Ibn Sina treats logic as of use rather in a negative than in a positive way: “the end of logic is to give a man a standard rule, by observing which he is preserved from error in reasoning” (Isharat ed. Forget, p. 2). His treatise on this subject in Tis´ Rasa´il fi-l-Hikma wa-l-Tabi´yat (p. 79, pub. Stamboul, 1298), is divided into nine parts corresponding to the Arabic canon of Aristotle, which includes the Isagoge as well as the Rhetoric and Poetics. He makes special note to the logical bearing of particular grammatical constructions which in Arabic differ from the forms used in Greek, as, for example, where the Greek expresses the universal negative by “all A is not B,” but Arabic renders this “nothing of A (is) B.” He lays great emphasis upon accurate definition, which he describes as the essential basis of all sound reasoning, and to this he devotes much attention. Definition proper must state the quiddity of a thing, its genus, differentia, and all its essential characteristics, and is thus distinct from mere description, which need only give the propria and accidents in such a way that the thing may be recognised correctly.

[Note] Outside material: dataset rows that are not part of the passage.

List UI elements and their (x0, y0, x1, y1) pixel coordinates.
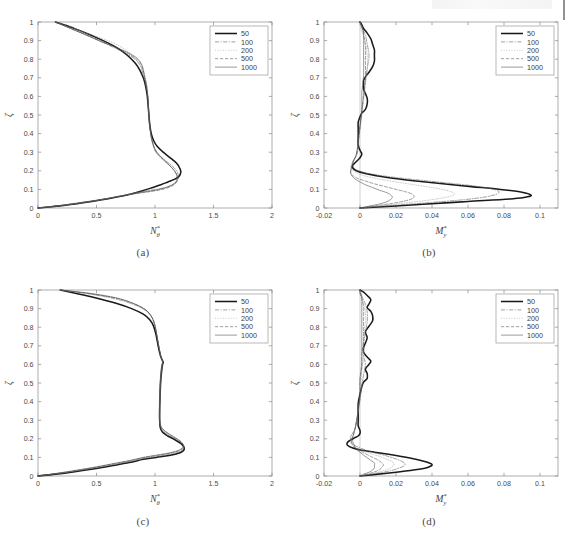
y-tick-label: 0.9 (24, 37, 34, 45)
y-axis-title: ζ (4, 112, 15, 117)
x-axis-title: Nθ* (149, 224, 160, 237)
y-tick-label: 0.6 (310, 93, 320, 101)
y-tick-label: 0.8 (310, 324, 320, 332)
x-axis-title-subscript: θ (156, 231, 160, 238)
y-tick-label: 1 (316, 19, 320, 27)
x-axis-title: My* (435, 224, 448, 237)
x-axis-title: Nθ* (149, 492, 160, 505)
y-tick-label: 0.5 (24, 380, 34, 388)
legend-label-1000: 1000 (241, 331, 257, 340)
legend-label-1000: 1000 (527, 331, 543, 340)
x-tick-label: 0.04 (425, 480, 439, 488)
x-tick-label: 0.02 (389, 212, 403, 220)
y-tick-label: 0 (30, 473, 34, 481)
y-tick-label: 0.2 (24, 435, 34, 443)
subplot-c: 00.511.5200.10.20.30.40.50.60.70.80.9150… (0, 268, 286, 537)
x-axis-title-superscript: * (443, 224, 447, 231)
x-tick-label: 2 (270, 480, 274, 488)
y-tick-label: 0.2 (310, 167, 320, 175)
subplot-a: 00.511.5200.10.20.30.40.50.60.70.80.9150… (0, 0, 286, 268)
subplot-b: -0.0200.020.040.060.080.100.10.20.30.40.… (286, 0, 572, 268)
y-tick-label: 0.5 (310, 112, 320, 120)
x-tick-label: 0.5 (92, 480, 102, 488)
x-tick-label: 2 (270, 212, 274, 220)
y-tick-label: 0.3 (24, 417, 34, 425)
y-tick-label: 0.4 (310, 130, 320, 138)
y-tick-label: 0.9 (24, 305, 34, 313)
y-tick-label: 0.8 (24, 324, 34, 332)
y-tick-label: 0.1 (24, 186, 34, 194)
y-tick-label: 0.4 (24, 398, 34, 406)
y-axis-title: ζ (4, 380, 15, 385)
caption-d: (d) (286, 515, 572, 527)
y-tick-label: 0 (316, 473, 320, 481)
y-tick-label: 0.8 (24, 56, 34, 64)
x-tick-label: 0 (36, 480, 40, 488)
y-tick-label: 0.8 (310, 56, 320, 64)
x-axis-title-superscript: * (157, 224, 161, 231)
y-tick-label: 0.9 (310, 37, 320, 45)
y-tick-label: 0.3 (310, 417, 320, 425)
y-tick-label: 0.9 (310, 305, 320, 313)
y-tick-label: 0.4 (24, 130, 34, 138)
x-tick-label: -0.02 (316, 212, 332, 220)
plot-area-a: 00.511.5200.10.20.30.40.50.60.70.80.9150… (0, 0, 286, 240)
x-tick-label: 0.04 (425, 212, 439, 220)
y-tick-label: 0 (30, 205, 34, 213)
x-tick-label: 0 (358, 480, 362, 488)
y-tick-label: 1 (30, 19, 34, 27)
caption-b: (b) (286, 246, 572, 258)
y-tick-label: 0.7 (310, 342, 320, 350)
y-tick-label: 0.6 (24, 93, 34, 101)
y-tick-label: 1 (30, 287, 34, 295)
y-tick-label: 0 (316, 205, 320, 213)
y-tick-label: 0.1 (310, 454, 320, 462)
y-tick-label: 0.2 (24, 167, 34, 175)
y-tick-label: 0.7 (24, 342, 34, 350)
x-tick-label: 0.1 (535, 212, 545, 220)
legend-label-1000: 1000 (241, 63, 257, 72)
y-axis-title: ζ (290, 112, 301, 117)
x-tick-label: 0.08 (497, 480, 511, 488)
plot-area-b: -0.0200.020.040.060.080.100.10.20.30.40.… (286, 0, 572, 240)
caption-a: (a) (0, 246, 286, 258)
x-axis-title-subscript: θ (156, 499, 160, 506)
y-tick-label: 0.1 (24, 454, 34, 462)
x-tick-label: 0.1 (535, 480, 545, 488)
y-tick-label: 0.6 (24, 361, 34, 369)
y-tick-label: 0.1 (310, 186, 320, 194)
x-tick-label: 0.02 (389, 480, 403, 488)
x-tick-label: 1.5 (209, 212, 219, 220)
x-tick-label: 0.08 (497, 212, 511, 220)
x-tick-label: 1 (153, 212, 157, 220)
y-tick-label: 0.3 (24, 149, 34, 157)
x-axis-title: My* (435, 492, 448, 505)
legend-label-1000: 1000 (527, 63, 543, 72)
x-tick-label: 0 (358, 212, 362, 220)
y-tick-label: 0.5 (310, 380, 320, 388)
x-axis-title-subscript: y (442, 499, 446, 506)
plot-area-c: 00.511.5200.10.20.30.40.50.60.70.80.9150… (0, 268, 286, 508)
y-tick-label: 0.4 (310, 398, 320, 406)
x-tick-label: 1.5 (209, 480, 219, 488)
subplot-d: -0.0200.020.040.060.080.100.10.20.30.40.… (286, 268, 572, 537)
y-tick-label: 0.6 (310, 361, 320, 369)
x-axis-title-superscript: * (157, 492, 161, 499)
y-tick-label: 0.7 (24, 74, 34, 82)
y-tick-label: 0.3 (310, 149, 320, 157)
x-tick-label: -0.02 (316, 480, 332, 488)
y-axis-title: ζ (290, 380, 301, 385)
x-axis-title-superscript: * (443, 492, 447, 499)
x-axis-title-subscript: y (442, 231, 446, 238)
caption-c: (c) (0, 515, 286, 527)
y-tick-label: 1 (316, 287, 320, 295)
y-tick-label: 0.5 (24, 112, 34, 120)
y-tick-label: 0.2 (310, 435, 320, 443)
x-tick-label: 0.06 (461, 212, 475, 220)
plot-area-d: -0.0200.020.040.060.080.100.10.20.30.40.… (286, 268, 572, 508)
y-tick-label: 0.7 (310, 74, 320, 82)
x-tick-label: 0.06 (461, 480, 475, 488)
x-tick-label: 0 (36, 212, 40, 220)
x-tick-label: 0.5 (92, 212, 102, 220)
x-tick-label: 1 (153, 480, 157, 488)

In dealing with the universal and the particular he considers that the universal exists only in the human mind: the abstract idea of the genus is formed in the mind of the observer when he compares individuals and makes note of their points of similarity, but this abstract idea exists only as a mental concept and has no objective reality. The universal precedes the individual (genus ante res) only in the way that the general idea existed in the mind of the Creator before the individual was formed, just as the idea of an object to be made exists in the mind of the artificer before the work is executed. The general idea is realised in matter (genus in rebus), but only when accompanied by accidents: apart from these accidents it exists only as a mental abstraction. After the general idea is realised in matter (genus post res) it is possible for the intellect to make a mental abstraction and to use this as a standard of comparison with other individuals. The generic belongs only to the realm of thought, and such abstract ideas have no objective existence, although they may be used as real in logic.